Eva Zeisel
Born Eva Amalia Striker, November 13, 1906 was a Hungarian industrial designer with a career that spans more than 75 years and 100,000 realized designs. She studied at the Royal Academy of Art in Budapest for one year from 1923 to 1924. After a pottery apprenticeship, she set up a workshop in Kispest ceramics factory in Budapest. While there she developed prototypes for industrial production. At the end of the 1920s she produced hand-painted geometric forms were called Constructivist-style wares known for the polychromatic decoration. In 1930 she moved to Berlin and work for several ceramic companies including Christian Carstens, Lomonosov and Dulevo in the Soviet Union. In 1935 she was appointed artistic director of the porcelain factory of the Russian Republic. A year later she falsely accused of conspiring to assissinate Joseph Stalin. After a year of imprisonment she was released and made her way to New York.
Zeisel declares herself a "maker of useful things" while her forms are often abstractions of the natural world and human relationships. She is quoted as stating, "all of my work is mother and child." A year after moving to New York she founded the department of ceramic arts industrial design at Pratt Institute, Brooklyn where she taught until 1952. Work from throughout her prodigious career is included in important museum collections across the world. One of her most famous pieces was Museum White (1942-1945) which exhibited in the Museum of Modern Art, New York. This exhibition made her the first designer in America to create an all white modern dinner service.
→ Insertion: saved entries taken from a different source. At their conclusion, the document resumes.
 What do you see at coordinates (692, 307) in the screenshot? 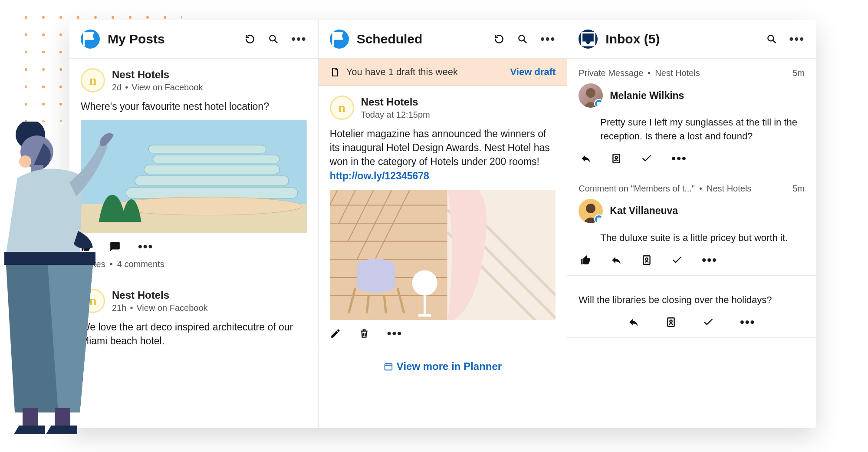
I see `inbox-item: Will the libraries be closing over the h…` at bounding box center [692, 307].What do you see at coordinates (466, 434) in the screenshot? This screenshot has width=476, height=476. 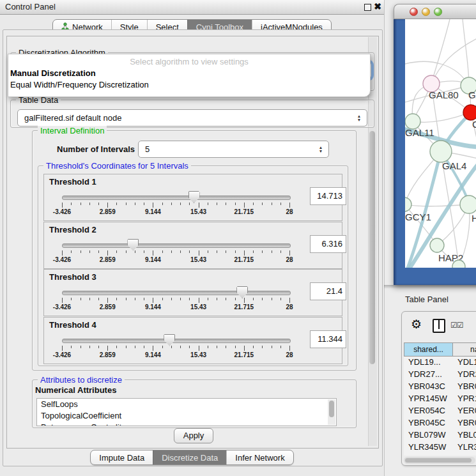 I see `cell-name: YBL0` at bounding box center [466, 434].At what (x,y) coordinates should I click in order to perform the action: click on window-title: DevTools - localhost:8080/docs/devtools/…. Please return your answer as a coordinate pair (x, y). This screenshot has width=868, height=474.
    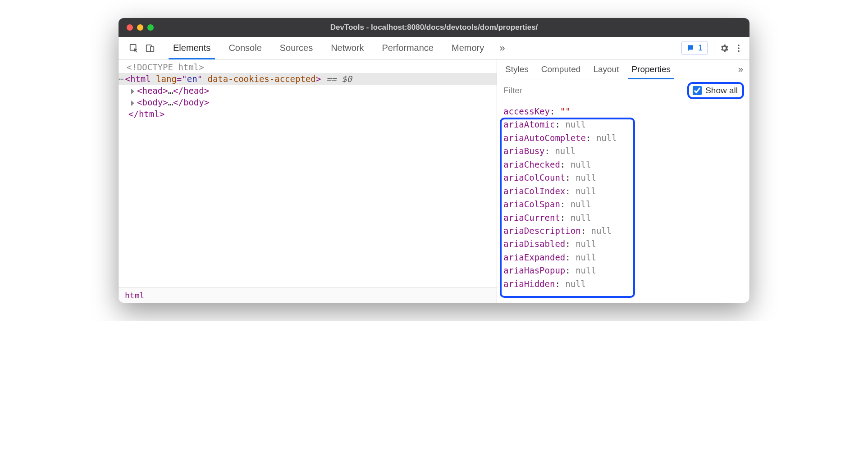
    Looking at the image, I should click on (434, 27).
Her masterful design work has earned her several awards to include a senior award from the National Endowment for the Arts; an honorary doctorate from the Royal College of Arts, London, Parsons New School, New York, as well as Rhode Island School of Design, Rhode Island; Industrial Design Society of America Bronze Apple; Living Legend Award from Pratt Institute, and Russell Wright Award for Design Excellence. In 2005, for her profound, long-term contribution to contemporary design practice she received the National Design Award for her Lifetime Achievement. She also has a street named after her in Schramberg , Germany designated EvaZeiselStrasse. At age 99 she was still designing furniture as well as glass and ceramic objects for a variety of companies including Crate & Barrel, KleinReid, and Nambe. At age 105, Eva passed away in her New York home December 30, 2011.